A Fascinating Study of Showbiz Obsession
Alex Russell’s debut ‘Lurker’ explores toxic symbiosis in an LA entourage
What’s the difference between love and obsession? Alex Russell’s Lurker turns that question on its head, delivering a rattling character study that blurs notions of affection, envy, admiration, desperation, and control. It’s stan culture writ large against a compromised celebrity landscape, a tail-wagging-the-dog portrait of co-dependency where the punisher and punished trade authority in power-play psych-outs.
Lurker ★★★★★ (5/5 stars)
Directed by: Alex Russell
Written by: Alex Russell
Starring: Théodore Pellerin, Archie Madekwe, Zack Fox, Havana Rose Lu, Wale Onayemi, Daniel Zolghadri, Sunny Suljic
Running time: 101 mins
But first, it starts with a question. “You make music?” says the deceptively guileless store clerk Matthew (Théodore Pellerin) to rising pop star Oliver (Archie Madekwe). Minutes earlier, when he saw Oliver walk into his hipster Melrose clothing boutique, Matthew lurched across the check-out counter and jammed the store’s music jack into his phone to play a Nile Rogers deep cut called “My Love Song For You.” It’s an obscure recording and, he knows, one of Oliver’s favorites. But when the charismatic British singer comes over to compliment him on his taste, Matthew pretends like he’s never heard of Oliver.
Either genuinely impressed with Matthew’s musical taste, simply amused by the opportunity to lord his fame over the uninitiated, or both, Oliver puts his digits into Matthew’s phone and invites him to his concert that night. Matthew shows up and gets into the VIP lounge — where he is promptly ignored by everyone, including Oliver. It’s a set-up to some hazing, which lightly humiliates Matthew. And then Matthew quickly turns it around by amping up his own debasement, which shocks and impresses Oliver’s crew. He just bought himself more time with the cool kids. “Is this how you envisioned it?” says Shai (Havana Rose Liu), Oliver’s jaded handler and one of the few who sees right through Matthew.

Oliver shines just enough affection on Matthew to get him hooked on the feeling, and Matthew is very good at laying down a sly mix of low-key admiration and subtle criticism. After you-really-get-me comments from Oliver, Matthew gives him cheesy retorts like “I feel like I met you guys for a reason.”
Matthew wants to stick around, and Oliver knows it, so the musician rewards his lackey’s thirsty attention with a cruel mélange of indifference and broheim inclusion. Matthew takes it all, with relish. Shai gives him odd-job tasks around the crib, cleaning up after Oliver as well as his crew of sycophantic friends, who size up Matthew’s palpable phoniness and treat him with mild contempt.
But Matthew absorbs the emotional debasement, making himself useful by using his outdated camcorder to capture Oliver’s antics and slowly muscling in on Oliver’s in-house videographer Noah (Daniel Zolghadri). What makes the dynamic even more absorbing is that Matthew actually does have good creative instincts, and inspires Oliver as well. “This slaps,” Oliver enthuses after one of Matthew’s on-the-fly Machiavellian suggestions. “This actually goes hard.”
They’re all jockeying for Oliver’s attention in their own way, and Oliver, who left his parents in the UK as a teenager and never looked back, relishes the perpetual Lord of the Flies atmosphere he’s created. “I have a new family now,” he says to Matthew. “And I. Get to choose. Who’s in it.”
There’s an All About Eve energy to Lurker, but the invasive species of sociopath depicted here isn’t looking to replace the star. It’s something even more insidious: it’s parasitic. Once Matthew literally causes physical harm to someone in the inner circle, he gets ostracized. But he finds an even more powerful way to get back into Oliver’s orbit and tighten his grip even further. One of the film’s unofficial anthems? James & Bobby Purify’s R&B hit “I’m Your Puppet.” And it works both ways.
Unlike his writing for The Bear, Russell’s filmmaking debut is a virtuosic tale of caustic people, a fascinating evisceration of the dark tribal subculture that needy celebrities foster around themselves like a toxic cocoon. “Everyone around you is exactly the same as me,” Matthew quietly explains to a shaken Oliver. “I just want it more. And I’m better.” They’re all puppies jostling for a nipple. But Matthew is willing to bite down. Hard.
“Please don’t take it away,” Oliver pleads at one point, when he realizes he could lose everything. Matthew’s calm response is even more unsettling. “I’m here to help you,” he says. Even worse: he’s right. And the film’s trajectory of mutual debasement weirdly becomes mutually beneficial, as exploitation brings out a confessional clarity. That’s showbiz.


**YOUR GOAL**
Go through the entries below and return every line that contains "marker".

**RECORDS FOR THE EXERCISE**
****
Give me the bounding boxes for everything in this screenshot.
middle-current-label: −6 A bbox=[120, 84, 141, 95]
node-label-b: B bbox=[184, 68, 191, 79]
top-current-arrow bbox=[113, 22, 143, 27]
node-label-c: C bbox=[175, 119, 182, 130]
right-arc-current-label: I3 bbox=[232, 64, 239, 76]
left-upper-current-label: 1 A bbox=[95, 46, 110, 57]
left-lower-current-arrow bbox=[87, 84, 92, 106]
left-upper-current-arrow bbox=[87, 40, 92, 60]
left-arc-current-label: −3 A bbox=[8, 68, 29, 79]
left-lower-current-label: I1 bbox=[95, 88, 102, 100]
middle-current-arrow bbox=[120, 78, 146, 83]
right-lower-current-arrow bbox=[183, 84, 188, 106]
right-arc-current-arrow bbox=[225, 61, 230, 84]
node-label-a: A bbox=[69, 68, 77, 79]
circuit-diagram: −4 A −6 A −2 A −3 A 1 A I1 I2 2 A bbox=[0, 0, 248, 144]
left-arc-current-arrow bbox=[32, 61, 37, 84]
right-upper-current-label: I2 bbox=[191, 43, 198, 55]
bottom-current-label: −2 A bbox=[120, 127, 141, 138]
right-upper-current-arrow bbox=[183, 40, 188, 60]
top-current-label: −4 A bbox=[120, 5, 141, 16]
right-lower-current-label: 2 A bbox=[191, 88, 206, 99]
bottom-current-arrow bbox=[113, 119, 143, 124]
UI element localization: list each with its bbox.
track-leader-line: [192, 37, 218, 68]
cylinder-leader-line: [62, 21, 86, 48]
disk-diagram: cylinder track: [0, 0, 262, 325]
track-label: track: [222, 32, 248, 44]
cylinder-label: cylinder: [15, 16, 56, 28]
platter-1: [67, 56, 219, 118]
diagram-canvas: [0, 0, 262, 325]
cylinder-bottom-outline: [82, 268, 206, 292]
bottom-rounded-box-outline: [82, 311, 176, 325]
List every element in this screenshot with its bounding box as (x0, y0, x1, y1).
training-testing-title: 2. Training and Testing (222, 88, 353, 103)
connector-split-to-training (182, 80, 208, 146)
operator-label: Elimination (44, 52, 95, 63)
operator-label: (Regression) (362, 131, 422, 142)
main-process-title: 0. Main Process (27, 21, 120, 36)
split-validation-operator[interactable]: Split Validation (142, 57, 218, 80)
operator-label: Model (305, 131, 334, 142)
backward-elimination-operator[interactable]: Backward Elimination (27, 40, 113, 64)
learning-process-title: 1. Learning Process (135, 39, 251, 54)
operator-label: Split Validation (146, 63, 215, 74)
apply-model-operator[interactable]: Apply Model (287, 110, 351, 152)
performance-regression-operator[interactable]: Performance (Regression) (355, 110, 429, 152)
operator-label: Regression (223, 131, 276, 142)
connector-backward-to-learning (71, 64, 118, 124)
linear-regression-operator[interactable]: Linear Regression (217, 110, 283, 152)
****
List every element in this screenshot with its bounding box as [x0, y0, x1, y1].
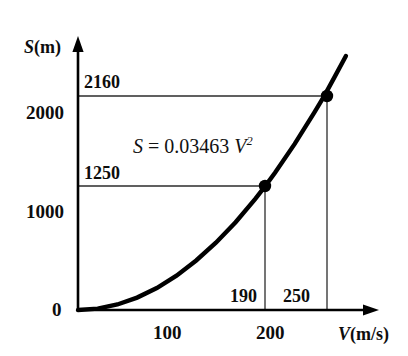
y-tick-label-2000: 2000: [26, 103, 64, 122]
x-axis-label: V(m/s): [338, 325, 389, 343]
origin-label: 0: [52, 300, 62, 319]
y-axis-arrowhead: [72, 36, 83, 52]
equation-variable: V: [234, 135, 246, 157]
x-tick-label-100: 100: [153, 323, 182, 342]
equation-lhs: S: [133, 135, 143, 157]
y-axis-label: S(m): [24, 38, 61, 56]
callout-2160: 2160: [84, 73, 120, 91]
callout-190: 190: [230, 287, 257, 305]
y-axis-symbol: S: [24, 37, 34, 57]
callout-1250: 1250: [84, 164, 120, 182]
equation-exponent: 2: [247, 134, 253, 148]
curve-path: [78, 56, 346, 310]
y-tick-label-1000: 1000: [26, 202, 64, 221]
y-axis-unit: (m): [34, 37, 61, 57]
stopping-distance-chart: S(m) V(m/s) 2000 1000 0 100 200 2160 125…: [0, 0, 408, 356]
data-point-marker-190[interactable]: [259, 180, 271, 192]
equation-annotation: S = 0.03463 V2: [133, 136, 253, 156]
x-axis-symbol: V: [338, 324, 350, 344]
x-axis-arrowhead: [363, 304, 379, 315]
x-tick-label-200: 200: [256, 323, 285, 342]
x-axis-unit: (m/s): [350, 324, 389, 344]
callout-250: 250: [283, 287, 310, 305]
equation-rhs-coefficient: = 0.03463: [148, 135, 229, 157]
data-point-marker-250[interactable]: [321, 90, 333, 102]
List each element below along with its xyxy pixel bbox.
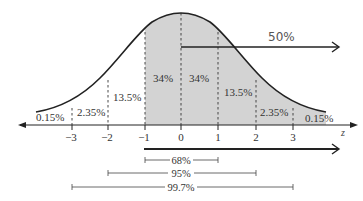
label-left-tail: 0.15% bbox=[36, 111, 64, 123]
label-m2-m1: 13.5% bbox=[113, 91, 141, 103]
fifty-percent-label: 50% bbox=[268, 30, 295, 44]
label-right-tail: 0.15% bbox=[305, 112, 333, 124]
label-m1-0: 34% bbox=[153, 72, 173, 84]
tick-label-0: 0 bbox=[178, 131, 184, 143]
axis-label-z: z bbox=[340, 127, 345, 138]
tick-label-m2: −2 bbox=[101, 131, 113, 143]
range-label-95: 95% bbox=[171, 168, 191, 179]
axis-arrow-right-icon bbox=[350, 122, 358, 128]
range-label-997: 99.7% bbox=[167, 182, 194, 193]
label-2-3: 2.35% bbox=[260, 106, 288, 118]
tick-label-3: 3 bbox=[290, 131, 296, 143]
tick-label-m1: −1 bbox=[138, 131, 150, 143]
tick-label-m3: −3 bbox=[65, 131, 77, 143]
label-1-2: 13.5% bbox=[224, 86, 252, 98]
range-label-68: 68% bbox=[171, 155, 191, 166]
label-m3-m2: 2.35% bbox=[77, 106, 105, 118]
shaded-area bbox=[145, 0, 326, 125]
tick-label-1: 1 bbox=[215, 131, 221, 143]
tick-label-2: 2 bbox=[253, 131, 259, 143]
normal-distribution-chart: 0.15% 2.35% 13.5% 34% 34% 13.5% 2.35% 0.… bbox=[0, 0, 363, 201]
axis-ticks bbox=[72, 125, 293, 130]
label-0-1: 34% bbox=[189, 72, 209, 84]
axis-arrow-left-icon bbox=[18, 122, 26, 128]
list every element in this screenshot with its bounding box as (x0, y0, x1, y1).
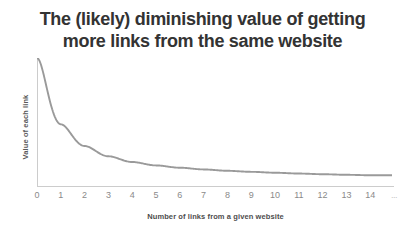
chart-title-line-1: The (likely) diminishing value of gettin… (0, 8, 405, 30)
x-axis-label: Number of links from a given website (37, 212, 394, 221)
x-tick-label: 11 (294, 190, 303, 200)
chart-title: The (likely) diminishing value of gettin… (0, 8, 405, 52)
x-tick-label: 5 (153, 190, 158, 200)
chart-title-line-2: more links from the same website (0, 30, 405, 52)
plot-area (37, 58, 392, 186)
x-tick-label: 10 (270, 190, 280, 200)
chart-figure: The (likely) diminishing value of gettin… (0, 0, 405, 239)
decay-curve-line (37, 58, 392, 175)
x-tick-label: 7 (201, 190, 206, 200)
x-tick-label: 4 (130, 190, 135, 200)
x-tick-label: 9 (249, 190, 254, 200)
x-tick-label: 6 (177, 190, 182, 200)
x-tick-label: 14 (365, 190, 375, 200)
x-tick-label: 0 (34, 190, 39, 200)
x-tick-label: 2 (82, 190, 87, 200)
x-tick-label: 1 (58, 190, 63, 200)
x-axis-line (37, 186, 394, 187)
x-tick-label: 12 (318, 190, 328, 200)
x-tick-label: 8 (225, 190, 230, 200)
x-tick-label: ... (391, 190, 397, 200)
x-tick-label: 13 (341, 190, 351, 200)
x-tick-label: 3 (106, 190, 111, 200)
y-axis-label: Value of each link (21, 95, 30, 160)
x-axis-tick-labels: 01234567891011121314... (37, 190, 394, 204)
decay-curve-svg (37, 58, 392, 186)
****
**EXPECTED ANSWER**
data-point-marker-190[interactable]: [259, 180, 271, 192]
data-point-marker-250[interactable]: [321, 90, 333, 102]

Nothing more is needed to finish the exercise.